The priest’s eyes grew wide, and I felt mine mirror his. I gripped Jared’s shirt. “What are you saying? That I’m a descendant of demons?”
“That’s not what I said. We’re talking thousands of years ago, Nina. Many things were different back then.”
“Rebellious angels were cast out, Jared.”
Jared cupped my arms. “My mother is a descendant of Celts. They were savages, Nina. They drank the blood of their dead. I don’t personalize it. That’s not what I am.”
“Then why did you leave that part out?” I covered my face with my hands, ashamed to even look at Jared. He was half angel, and I was carrying around the genes of Hell. No wonder our child was so rare. “Did you know that before?” I asked, my eyes filling with tears.
“No.”
My cheeks felt as if they had caught fire. I was hesitant to ask the question that had come to my mind, but I would anyway. I always did, no matter how horrible I thought the answer would be. “Does it change the way you feel about me?”
Jared took my jaws gently into his hands, and he looked straight into my eyes. “Nina, of course not. How could you even think that?”
“Because I don’t know how I feel about me, now.”
Jared put his lips on mine, and then he pulled me to him. It was my father’s last secret, the last thing Jared had tried to keep from hurting me. But, now that it was in the open, everything made perfect sense. I could never quite fit the pieces together until now.
Still, I felt…the only way to describe it was that I felt dirty. After all of that, we were no closer to an answer than when we’d arrived. “Is that what Uriel meant when he said ‘monsters’? What will the baby be?”
“Our baby. Bean will be our baby, nothing more. You know what you need?” he said with a small smile.
“What’s that?” I said, wiping the delicate skin under my eyes.
“The comfort of experience.” Jared tugged on my hand. “Let’s invite Lillian to dinner.”
Father Francis held out his hand. “We’re not finished, are we?”
Jared frowned. “The answers aren’t in those books. I don’t know what else to do.”
“The answer is always in this book,” Father Francis said, holding his Bible in his hands. He held it to his chest. “We’ve just missed something.”
“We haven’t missed anything. I had hoped He would lead you to the answer, Father, but He hasn’t so much as whispered in your ear.”
Jared’s words sent my mind spinning. Had we missed something? Had the answer been in front of us all along? I clicked through each idea and passage of scripture I’d heard them discuss like channels in my mind. I kept coming back to Shax’s book, and returning it to Jerusalem.
“Maybe it’s not in my ear he’s whispering?” The priest said.
Jared waved him away. “Nina’s exhausted and hungry. It’s clouding my thoughts. All I can think about is that damn book and returning it so Shax can’t get to it and we can concentrate on keeping Nina safe.”
“Wait, what?” I said, stunned.
“I have the Jerusalem trip on my mind. I can’t focus on anything else. It’s maddening.”
“He’s whispering,” I said.
Jared raised an eyebrow. “What?”
Father Francis nodded, and hobbled to where we stood. “She’s right.”
I gripped Jared’s shirt. “The Sepulchre. The only place they aren’t allowed to desecrate. The one place the book is safe from Hell’s hands.”
Jared’s eyes lit up like twin fires. “We can keep you safe there.”
Chapter Nine
Due
Bex finished the last place setting, and then returned to the kitchen. Lillian sat happily at one end of my mother’s long, imported table, Cynthia not so happily at the other. I waited anxiously with them, shifting uncomfortably in my seat. Almost to a beat, Cynthia would shoot me glances of disapproval. She hated it when I fidgeted, but now that I was married, she felt it impolite to mother me. Bex and Jared worked furiously in the kitchen, their laughter and conversation filtering to the formal dining room along with the delicious smells of savory herbs.
Bex appeared again with a basket of hot dinner rolls and a butter dish. His eyes darted to the empty doorway, and then back to the table. “It’s about time.”
The front door opened, and then I heard Claire grumbling under her breath. She and Ryan made their way to the table like summer and winter—Ryan was all smiles, and Claire sported her usual scowl.
Bex brought in a pot of steamed vegetables in one hand, and a bowl of rice in the other. Ryan pulled out Claire’s chair and then clapped his hands, rubbing them together.
“I can help,” he said.
Bex nodded once toward the kitchen. “Just pick something and bring it out to the table.” He pulled off his apron and took a seat next to his mother.
“I think you should leave it on,” Claire said. “Pink pinstripes look good on you.”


- WHAT THE TASK ASKS
Which lines of the material contain the word "compression"? Show each one.

- PROVIDED INFORMATION
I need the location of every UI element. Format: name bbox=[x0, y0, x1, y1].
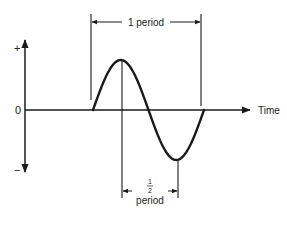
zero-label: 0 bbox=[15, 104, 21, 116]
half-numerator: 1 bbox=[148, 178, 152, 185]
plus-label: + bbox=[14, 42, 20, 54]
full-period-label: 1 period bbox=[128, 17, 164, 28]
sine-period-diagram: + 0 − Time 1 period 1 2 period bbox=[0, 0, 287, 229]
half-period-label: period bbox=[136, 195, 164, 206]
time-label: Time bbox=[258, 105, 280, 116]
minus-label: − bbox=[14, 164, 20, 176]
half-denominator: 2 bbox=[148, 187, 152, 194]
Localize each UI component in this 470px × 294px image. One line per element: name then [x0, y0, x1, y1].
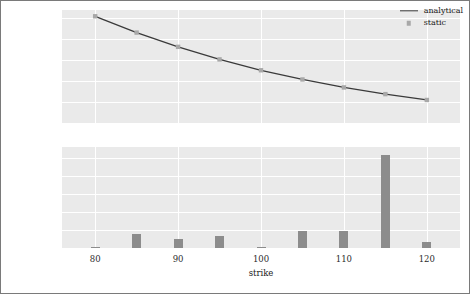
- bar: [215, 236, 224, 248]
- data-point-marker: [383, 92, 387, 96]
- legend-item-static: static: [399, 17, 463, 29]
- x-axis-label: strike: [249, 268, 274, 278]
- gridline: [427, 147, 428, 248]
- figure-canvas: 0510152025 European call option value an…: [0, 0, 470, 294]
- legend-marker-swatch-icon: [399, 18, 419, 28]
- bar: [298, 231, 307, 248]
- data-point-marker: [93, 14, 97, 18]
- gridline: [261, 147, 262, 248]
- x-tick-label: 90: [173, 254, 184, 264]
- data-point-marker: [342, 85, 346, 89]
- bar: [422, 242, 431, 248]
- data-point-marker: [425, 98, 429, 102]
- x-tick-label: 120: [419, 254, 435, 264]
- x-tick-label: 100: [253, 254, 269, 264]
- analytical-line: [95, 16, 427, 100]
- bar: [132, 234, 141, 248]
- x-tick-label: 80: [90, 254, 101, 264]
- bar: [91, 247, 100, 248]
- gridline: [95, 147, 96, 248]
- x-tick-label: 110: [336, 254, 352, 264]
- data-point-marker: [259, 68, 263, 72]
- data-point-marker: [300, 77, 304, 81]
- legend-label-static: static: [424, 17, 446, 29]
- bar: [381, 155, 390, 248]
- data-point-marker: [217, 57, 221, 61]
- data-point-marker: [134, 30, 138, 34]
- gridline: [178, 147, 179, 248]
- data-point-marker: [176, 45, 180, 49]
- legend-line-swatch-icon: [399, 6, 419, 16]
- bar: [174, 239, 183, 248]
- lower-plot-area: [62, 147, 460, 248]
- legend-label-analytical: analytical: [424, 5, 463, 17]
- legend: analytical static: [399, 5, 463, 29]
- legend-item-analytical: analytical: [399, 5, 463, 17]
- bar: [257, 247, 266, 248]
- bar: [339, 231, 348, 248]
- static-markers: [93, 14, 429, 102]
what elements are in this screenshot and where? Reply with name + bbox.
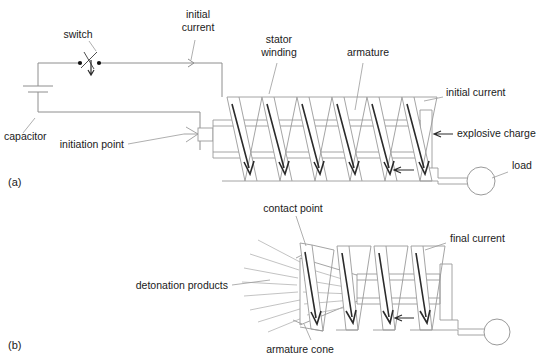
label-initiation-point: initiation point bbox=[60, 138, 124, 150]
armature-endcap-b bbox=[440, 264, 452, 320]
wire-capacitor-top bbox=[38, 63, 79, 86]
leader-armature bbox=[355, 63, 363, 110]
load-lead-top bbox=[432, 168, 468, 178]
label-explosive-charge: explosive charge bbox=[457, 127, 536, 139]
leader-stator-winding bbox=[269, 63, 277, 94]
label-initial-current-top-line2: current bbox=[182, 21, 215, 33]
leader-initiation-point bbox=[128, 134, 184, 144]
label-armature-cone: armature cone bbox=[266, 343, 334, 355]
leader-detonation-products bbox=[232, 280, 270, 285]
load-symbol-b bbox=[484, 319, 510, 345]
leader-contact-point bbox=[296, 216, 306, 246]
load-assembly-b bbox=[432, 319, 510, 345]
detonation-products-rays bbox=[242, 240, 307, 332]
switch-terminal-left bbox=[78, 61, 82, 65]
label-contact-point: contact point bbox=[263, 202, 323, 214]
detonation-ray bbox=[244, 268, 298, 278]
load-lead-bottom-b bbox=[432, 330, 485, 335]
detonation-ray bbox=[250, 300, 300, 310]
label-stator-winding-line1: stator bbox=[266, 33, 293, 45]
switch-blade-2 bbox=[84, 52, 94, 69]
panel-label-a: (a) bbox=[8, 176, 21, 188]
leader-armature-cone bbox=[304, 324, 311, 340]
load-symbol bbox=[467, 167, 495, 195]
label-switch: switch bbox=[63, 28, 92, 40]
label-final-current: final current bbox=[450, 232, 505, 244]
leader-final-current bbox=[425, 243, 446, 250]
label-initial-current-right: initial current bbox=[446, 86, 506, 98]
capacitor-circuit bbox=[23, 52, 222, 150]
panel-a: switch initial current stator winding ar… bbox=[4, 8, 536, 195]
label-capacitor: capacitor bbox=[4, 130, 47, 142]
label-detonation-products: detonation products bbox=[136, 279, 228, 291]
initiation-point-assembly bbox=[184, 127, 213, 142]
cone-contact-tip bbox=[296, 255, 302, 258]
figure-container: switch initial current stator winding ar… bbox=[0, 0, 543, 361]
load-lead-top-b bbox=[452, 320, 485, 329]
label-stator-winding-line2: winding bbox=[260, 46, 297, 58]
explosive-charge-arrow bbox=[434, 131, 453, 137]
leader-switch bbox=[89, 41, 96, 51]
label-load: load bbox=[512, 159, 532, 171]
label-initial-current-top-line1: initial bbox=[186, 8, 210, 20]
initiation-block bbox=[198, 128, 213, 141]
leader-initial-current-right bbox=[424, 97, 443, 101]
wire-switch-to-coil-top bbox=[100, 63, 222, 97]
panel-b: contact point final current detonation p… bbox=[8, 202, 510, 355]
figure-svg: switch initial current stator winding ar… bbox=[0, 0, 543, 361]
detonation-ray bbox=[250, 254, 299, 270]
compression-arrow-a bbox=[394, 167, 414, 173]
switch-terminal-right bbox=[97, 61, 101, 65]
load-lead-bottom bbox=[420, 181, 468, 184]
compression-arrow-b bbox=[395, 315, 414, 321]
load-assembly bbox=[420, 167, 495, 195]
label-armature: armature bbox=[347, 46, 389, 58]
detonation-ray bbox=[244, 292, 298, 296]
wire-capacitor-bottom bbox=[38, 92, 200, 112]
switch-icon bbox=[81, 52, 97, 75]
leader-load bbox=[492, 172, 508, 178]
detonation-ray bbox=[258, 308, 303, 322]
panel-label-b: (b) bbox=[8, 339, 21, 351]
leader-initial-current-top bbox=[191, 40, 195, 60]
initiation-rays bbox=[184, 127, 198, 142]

- YOUR SOLUTION
compression-arrow-a bbox=[394, 167, 414, 173]
compression-arrow-b bbox=[395, 315, 414, 321]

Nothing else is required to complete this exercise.